Once the Word of God becomes man, the relation between God’s word and you and me becomes personal. We not only “receive a message.” We are made one with Him so that we become bearers of the message. We become transformed into the message, into the person, into the Son of God who infuses us with His Spirit of life and love. For us, ordained deacons and priests, that transformation into the Word includes a ministerial charge to preach the one we have come to know, to open up to our people the true dimensions of the mystery of God’s love become incarnate, to invite one and all to come to know Him as He truly is, by understanding the Word that is given to the Church for our life and our salvation.

What a tremendous charge has been given us!
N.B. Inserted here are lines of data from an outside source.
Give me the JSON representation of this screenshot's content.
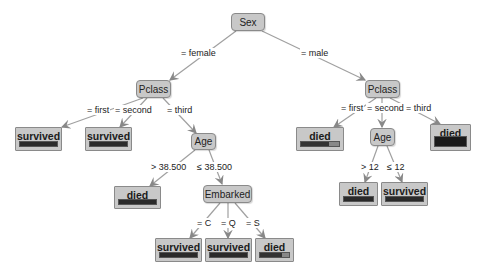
{
  "tree": {
    "root": {
      "label": "Sex"
    },
    "edges": {
      "female": "= female",
      "male": "= male",
      "f_first": "= first",
      "f_second": "= second",
      "f_third": "= third",
      "m_first": "= first",
      "m_second": "= second",
      "m_third": "= third",
      "age_gt": "> 38.500",
      "age_le": "≤ 38.500",
      "emb_c": "= C",
      "emb_q": "= Q",
      "emb_s": "= S",
      "age_gt12": "> 12",
      "age_le12": "≤ 12"
    },
    "nodes": {
      "pclass_female": "Pclass",
      "pclass_male": "Pclass",
      "age_female": "Age",
      "embarked": "Embarked",
      "age_male": "Age"
    },
    "leaves": {
      "f_first": "survived",
      "f_second": "survived",
      "f_age_gt": "died",
      "emb_c": "survived",
      "emb_q": "survived",
      "emb_s": "died",
      "m_first": "died",
      "m_age_gt12": "died",
      "m_age_le12": "survived",
      "m_third": "died"
    }
  }
}
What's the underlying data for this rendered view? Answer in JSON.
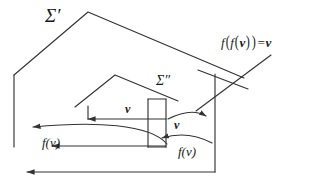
{
  "figure": {
    "type": "geometric-diagram",
    "background_color": "#ffffff",
    "stroke_color": "#333333",
    "labels": {
      "outer_surface": "Σ′",
      "inner_surface": "Σ″",
      "vector_top": "v",
      "vector_inner": "v",
      "map_left_curved": "f(v)",
      "map_left_straight": "f(v)",
      "map_right_curved": "f(v)",
      "involution_formula_f": "f",
      "involution_formula_inner": "f",
      "involution_formula_arg": "v",
      "involution_formula_eq": "=",
      "involution_formula_result": "v"
    },
    "formula_plain": "f(f(v)) = v",
    "geometry": {
      "outer_polygon_points": "14,75 88,12 244,78 215,78 215,172",
      "outer_left_vertical": "14,75 14,147",
      "inner_polygon_points": "88,105 115,75 175,100",
      "inner_left_tick": "88,105 99,93",
      "pointer_line": "275,58 196,110",
      "cross_edge": "198,72 244,90",
      "bottom_arrow": "215,172 27,172",
      "arrow_v_top": "166,119 85,119",
      "arrow_stem_v_top": "166,100 166,119",
      "arrow_fv_mid_straight": "166,146 52,146",
      "arrow_stem_fv_mid": "166,119 166,146"
    }
  }
}
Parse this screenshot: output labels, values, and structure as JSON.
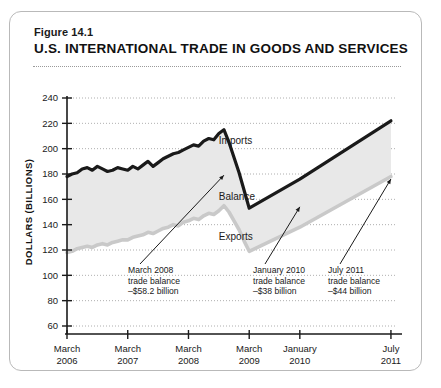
{
  "figure": {
    "number": "Figure 14.1",
    "title": "U.S. INTERNATIONAL TRADE IN GOODS AND SERVICES"
  },
  "chart_data": {
    "type": "area",
    "title": "U.S. INTERNATIONAL TRADE IN GOODS AND SERVICES",
    "xlabel": "",
    "ylabel": "DOLLARS (BILLIONS)",
    "ylim": [
      60,
      240
    ],
    "ytick_step": 20,
    "yticks": [
      60,
      80,
      100,
      120,
      140,
      160,
      180,
      200,
      220,
      240
    ],
    "grid": true,
    "xticks": [
      {
        "line1": "March",
        "line2": "2006",
        "x": 0
      },
      {
        "line1": "March",
        "line2": "2007",
        "x": 12
      },
      {
        "line1": "March",
        "line2": "2008",
        "x": 24
      },
      {
        "line1": "March",
        "line2": "2009",
        "x": 36
      },
      {
        "line1": "January",
        "line2": "2010",
        "x": 46
      },
      {
        "line1": "July",
        "line2": "2011",
        "x": 64
      }
    ],
    "xlim": [
      0,
      65
    ],
    "legend_position": "inline-labels",
    "series": [
      {
        "name": "Imports",
        "color": "#1a1a1a",
        "x": [
          0,
          1,
          2,
          3,
          4,
          5,
          6,
          7,
          8,
          9,
          10,
          11,
          12,
          13,
          14,
          15,
          16,
          17,
          18,
          19,
          20,
          21,
          22,
          23,
          24,
          25,
          26,
          27,
          28,
          29,
          30,
          31,
          32,
          33,
          34,
          35,
          36,
          46,
          64
        ],
        "values": [
          178,
          180,
          181,
          184,
          185,
          183,
          186,
          184,
          182,
          183,
          185,
          184,
          183,
          186,
          184,
          187,
          190,
          186,
          189,
          192,
          194,
          196,
          197,
          199,
          201,
          203,
          202,
          206,
          208,
          207,
          212,
          215,
          205,
          193,
          181,
          167,
          153,
          176,
          222
        ]
      },
      {
        "name": "Exports",
        "color": "#c9c9c9",
        "x": [
          0,
          1,
          2,
          3,
          4,
          5,
          6,
          7,
          8,
          9,
          10,
          11,
          12,
          13,
          14,
          15,
          16,
          17,
          18,
          19,
          20,
          21,
          22,
          23,
          24,
          25,
          26,
          27,
          28,
          29,
          30,
          31,
          32,
          33,
          34,
          35,
          36,
          46,
          64
        ],
        "values": [
          118,
          119,
          121,
          122,
          123,
          122,
          124,
          125,
          124,
          126,
          127,
          128,
          128,
          130,
          131,
          132,
          134,
          133,
          135,
          137,
          138,
          140,
          139,
          142,
          143,
          145,
          144,
          147,
          149,
          148,
          151,
          155,
          150,
          143,
          136,
          127,
          119,
          138,
          178
        ]
      },
      {
        "name": "Balance",
        "color": "#e8e8e8",
        "description": "shaded area between Imports and Exports"
      }
    ],
    "series_labels": [
      {
        "text": "Imports",
        "x": 30,
        "y": 206
      },
      {
        "text": "Balance",
        "x": 30,
        "y": 162
      },
      {
        "text": "Exports",
        "x": 30,
        "y": 130
      }
    ],
    "annotations": [
      {
        "lines": [
          "March 2008",
          "trade balance",
          "–$58.2 billion"
        ],
        "point_x": 31,
        "point_y": 183,
        "value": -58.2,
        "period": "March 2008"
      },
      {
        "lines": [
          "January 2010",
          "trade balance",
          "–$38 billion"
        ],
        "point_x": 46,
        "point_y": 158,
        "value": -38,
        "period": "January 2010"
      },
      {
        "lines": [
          "July 2011",
          "trade balance",
          "–$44 billion"
        ],
        "point_x": 64,
        "point_y": 180,
        "value": -44,
        "period": "July 2011"
      }
    ]
  }
}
What an awesome responsibility! We have been entrusted with the inspired Word of God! We have been commanded to “preach it in season and out of season” to believer and nonbeliever, to the saint and the sinner, to all God’s people throughout the world until the end of time. You and I, gathered here today in this cathedral and in all our parishes, have been given the specific charge of unlocking and sharing the Word of God to the good people of Long Island in these our days within this our culture and to do so for the salvation of all our world.

I am convinced to the very core of my being that the people of this world of ours, this Long Island, are hungry for that Word. They thirst for the water of life. They desire with all their hearts to have their hearts set on fire and their lives set free by the power of God’s word making them one with Him.
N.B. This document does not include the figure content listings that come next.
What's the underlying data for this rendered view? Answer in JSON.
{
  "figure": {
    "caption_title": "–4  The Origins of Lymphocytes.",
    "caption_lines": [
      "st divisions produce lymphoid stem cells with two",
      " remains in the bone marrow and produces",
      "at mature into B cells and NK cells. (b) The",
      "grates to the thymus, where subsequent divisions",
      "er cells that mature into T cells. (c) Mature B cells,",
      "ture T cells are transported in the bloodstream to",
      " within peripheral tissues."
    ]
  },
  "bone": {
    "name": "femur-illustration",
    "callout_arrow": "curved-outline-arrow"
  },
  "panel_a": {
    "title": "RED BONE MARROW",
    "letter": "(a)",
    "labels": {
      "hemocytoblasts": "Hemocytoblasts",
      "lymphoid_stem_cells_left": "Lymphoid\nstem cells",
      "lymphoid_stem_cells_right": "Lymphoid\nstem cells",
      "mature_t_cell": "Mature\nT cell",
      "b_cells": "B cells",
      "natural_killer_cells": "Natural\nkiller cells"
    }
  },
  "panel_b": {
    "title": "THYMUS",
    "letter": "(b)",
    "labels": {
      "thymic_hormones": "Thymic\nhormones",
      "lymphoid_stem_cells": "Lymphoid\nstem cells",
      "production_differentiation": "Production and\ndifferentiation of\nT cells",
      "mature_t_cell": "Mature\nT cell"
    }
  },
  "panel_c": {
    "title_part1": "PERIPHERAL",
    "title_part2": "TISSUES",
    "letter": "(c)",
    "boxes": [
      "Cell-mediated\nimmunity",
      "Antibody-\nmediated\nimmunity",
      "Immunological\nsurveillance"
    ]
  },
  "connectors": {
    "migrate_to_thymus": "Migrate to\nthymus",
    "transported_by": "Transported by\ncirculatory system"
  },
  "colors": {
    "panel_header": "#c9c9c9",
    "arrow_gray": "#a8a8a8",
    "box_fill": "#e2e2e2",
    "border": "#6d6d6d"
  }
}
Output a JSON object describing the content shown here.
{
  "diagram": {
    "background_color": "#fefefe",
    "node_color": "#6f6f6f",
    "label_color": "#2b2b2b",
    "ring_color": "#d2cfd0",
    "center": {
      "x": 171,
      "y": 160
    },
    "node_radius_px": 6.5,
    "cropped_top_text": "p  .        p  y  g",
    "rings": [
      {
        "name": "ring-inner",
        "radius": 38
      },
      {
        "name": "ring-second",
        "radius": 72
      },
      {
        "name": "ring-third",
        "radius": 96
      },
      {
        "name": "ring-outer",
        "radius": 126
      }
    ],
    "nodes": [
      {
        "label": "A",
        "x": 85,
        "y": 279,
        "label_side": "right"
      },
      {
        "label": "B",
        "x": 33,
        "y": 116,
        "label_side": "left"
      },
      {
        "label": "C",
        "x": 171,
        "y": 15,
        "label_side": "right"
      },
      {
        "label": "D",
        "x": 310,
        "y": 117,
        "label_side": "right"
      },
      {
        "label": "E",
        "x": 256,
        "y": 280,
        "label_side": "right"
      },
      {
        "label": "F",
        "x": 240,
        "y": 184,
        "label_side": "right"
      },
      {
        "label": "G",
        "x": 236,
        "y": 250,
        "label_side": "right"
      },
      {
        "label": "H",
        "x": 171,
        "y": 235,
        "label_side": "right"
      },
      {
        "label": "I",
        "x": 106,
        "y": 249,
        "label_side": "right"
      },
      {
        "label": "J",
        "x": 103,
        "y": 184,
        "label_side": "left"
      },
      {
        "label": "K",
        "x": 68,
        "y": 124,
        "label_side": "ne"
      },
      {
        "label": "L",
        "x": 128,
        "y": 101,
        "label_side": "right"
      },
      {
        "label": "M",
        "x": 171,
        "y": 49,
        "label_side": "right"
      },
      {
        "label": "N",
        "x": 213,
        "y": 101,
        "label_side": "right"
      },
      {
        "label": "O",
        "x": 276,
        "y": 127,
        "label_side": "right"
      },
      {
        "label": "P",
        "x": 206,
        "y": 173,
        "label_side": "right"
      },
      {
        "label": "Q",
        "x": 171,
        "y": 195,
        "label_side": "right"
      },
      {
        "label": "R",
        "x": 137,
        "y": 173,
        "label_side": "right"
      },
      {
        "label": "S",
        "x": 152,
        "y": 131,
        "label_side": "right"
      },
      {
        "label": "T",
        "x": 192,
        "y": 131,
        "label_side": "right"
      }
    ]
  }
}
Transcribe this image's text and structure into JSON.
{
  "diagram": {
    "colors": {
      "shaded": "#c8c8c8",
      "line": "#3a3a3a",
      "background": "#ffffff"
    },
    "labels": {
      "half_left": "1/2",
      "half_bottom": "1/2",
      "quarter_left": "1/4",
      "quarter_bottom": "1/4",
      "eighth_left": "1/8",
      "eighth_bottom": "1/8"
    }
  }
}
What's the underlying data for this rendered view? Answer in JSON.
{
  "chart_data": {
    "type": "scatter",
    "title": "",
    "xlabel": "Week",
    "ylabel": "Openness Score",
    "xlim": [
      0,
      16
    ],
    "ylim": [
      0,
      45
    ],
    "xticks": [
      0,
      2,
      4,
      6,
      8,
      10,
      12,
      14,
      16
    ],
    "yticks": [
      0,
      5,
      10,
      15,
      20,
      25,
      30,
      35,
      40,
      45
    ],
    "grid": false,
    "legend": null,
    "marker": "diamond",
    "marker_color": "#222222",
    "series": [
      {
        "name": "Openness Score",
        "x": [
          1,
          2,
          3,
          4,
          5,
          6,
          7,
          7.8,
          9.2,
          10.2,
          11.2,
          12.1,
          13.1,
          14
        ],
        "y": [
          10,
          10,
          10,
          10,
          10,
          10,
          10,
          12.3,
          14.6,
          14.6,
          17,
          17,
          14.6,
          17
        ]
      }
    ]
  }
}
Thank God, after almost seven years here, I can say with confidence and admiration that the priests of our diocese are good preachers. I thank you, my brothers, for the care you give in preparing your homilies. I thank you for your attentiveness to understanding the Word of God that you preach. I commend you for making that Word, not an exercise in erudition, but an exposition of God’s Word over which you have prayed and about which you have meditated before bringing it to your people.

This task, this privilege, you have embraced with conviction and commitment. You must also always embrace it with fidelity and with respect for its true meaning for the good of souls. This is a twofold responsibility. First, we have a solemn responsibility to the Word itself and to Jesus, the Word Himself. We must understand the Word, and we must present it faithfully because this is the Word that the Church must jealously guard and protect. We cannot play fast and loose with it. We cannot trivialize it. We cannot exploit it to express our own personal and individualistic projects or ideas. Second, we must be faithful to that Word for the sake of the people. When they hear us preach, they have a right to hear God’s Word, not our opinions. As the Council says, priests are to “teach not their own wisdom but the Word of God.” And we are then to apply it to the lives of our people so that they might receive a concrete, real message that will nourish them. We must seek to give them the Word that will strengthen them in living their lives of witness to the world that the world may believe.
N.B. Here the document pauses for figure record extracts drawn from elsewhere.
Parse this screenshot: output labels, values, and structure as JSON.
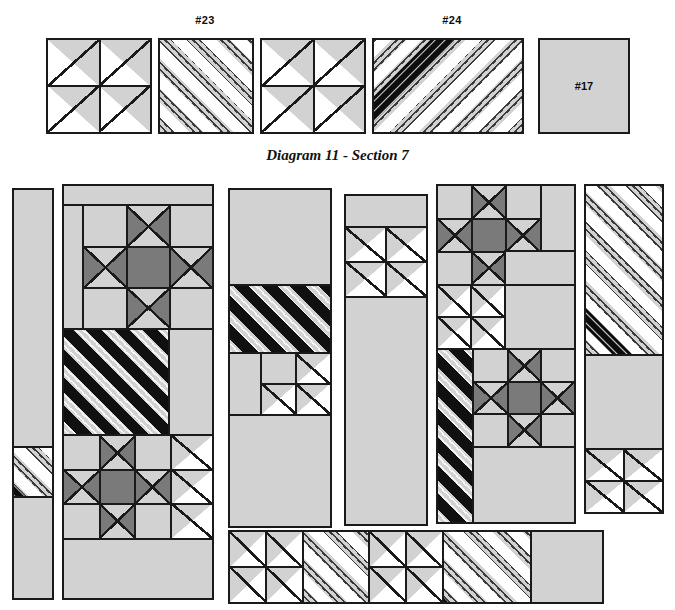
{
  "diagram": {
    "title": "Diagram 11 - Section 7",
    "palette": {
      "background": "#ffffff",
      "outline": "#1a1a1a",
      "light_fabric": "#d2d2d2",
      "white_fabric": "#ffffff",
      "medium_fabric": "#7a7a7a",
      "dark_print": "#101010"
    },
    "top_row": {
      "labels": [
        {
          "text": "#23",
          "x": 205,
          "y": 18
        },
        {
          "text": "#24",
          "x": 452,
          "y": 18
        }
      ],
      "blocks": [
        {
          "name": "four-half-square-triangle-block",
          "fabric": "light-and-white",
          "x": 46,
          "y": 38,
          "w": 106,
          "h": 96
        },
        {
          "name": "striped-square-block-23",
          "fabric": "light-print-stripe",
          "x": 158,
          "y": 38,
          "w": 96,
          "h": 96
        },
        {
          "name": "four-half-square-triangle-block",
          "fabric": "light-and-white",
          "x": 260,
          "y": 38,
          "w": 106,
          "h": 96
        },
        {
          "name": "striped-rectangle-block-24",
          "fabric": "light-print-stripe",
          "x": 372,
          "y": 38,
          "w": 152,
          "h": 96
        },
        {
          "name": "plain-square-block-17",
          "fabric": "light-solid",
          "x": 538,
          "y": 38,
          "w": 92,
          "h": 96,
          "label": "#17"
        }
      ]
    },
    "layout": {
      "section_top": 182,
      "columns": [
        {
          "name": "column-1-narrow-strip",
          "x": 12,
          "y": 188,
          "w": 42,
          "h": 412
        },
        {
          "name": "column-2-star-panel",
          "x": 62,
          "y": 184,
          "w": 152,
          "h": 416
        },
        {
          "name": "column-3-panel",
          "x": 228,
          "y": 188,
          "w": 104,
          "h": 340
        },
        {
          "name": "column-4-panel",
          "x": 344,
          "y": 194,
          "w": 84,
          "h": 332
        },
        {
          "name": "column-5-star-panel",
          "x": 436,
          "y": 184,
          "w": 140,
          "h": 340
        },
        {
          "name": "column-6-panel",
          "x": 584,
          "y": 184,
          "w": 80,
          "h": 330
        },
        {
          "name": "bottom-strip",
          "x": 228,
          "y": 530,
          "w": 376,
          "h": 74
        }
      ]
    },
    "blocks_legend": {
      "ohio_star": "Ohio Star - 3x3 grid, quarter-square-triangle points, solid center",
      "hst": "Half square triangle unit",
      "stripe_dark": "Dark print diagonal stripe",
      "stripe_light": "Light print diagonal stripe",
      "solid": "Solid light fabric"
    }
  }
}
May I conclude by giving you a singular but very apt example? Today’s Gospel! Has there ever been a shorter or more effective, briefer but more life giving, opening up of the meaning of a Scripture passage? The vision of Isaiah expressed the messianic hopes of the Jews. It is meant not just for Jews but for all humankind. To those who were thirsting to have the promise of Isaiah fulfilled, Jesus presents himself as the realization of that vision. He is the answer to their dreams and their hopes. He is the answer to the dreams and hopes of every human heart. What a wondrous gift Jesus gives his hearers, gives us, gives the world: “Today this Scripture passage is fulfilled in your hearing.”

I pray that every time we priests stand before God’s People, we will proclaim His Word and preach His gospel. I pray that the Word of God might be fulfilled time and again in various ways in the hearts of our people through our faithful preaching, through the example of our lives. From us must come the proclamation of the Word, and the Word made flesh Who dwells among us for the salvation of the world, full of grace and of truth.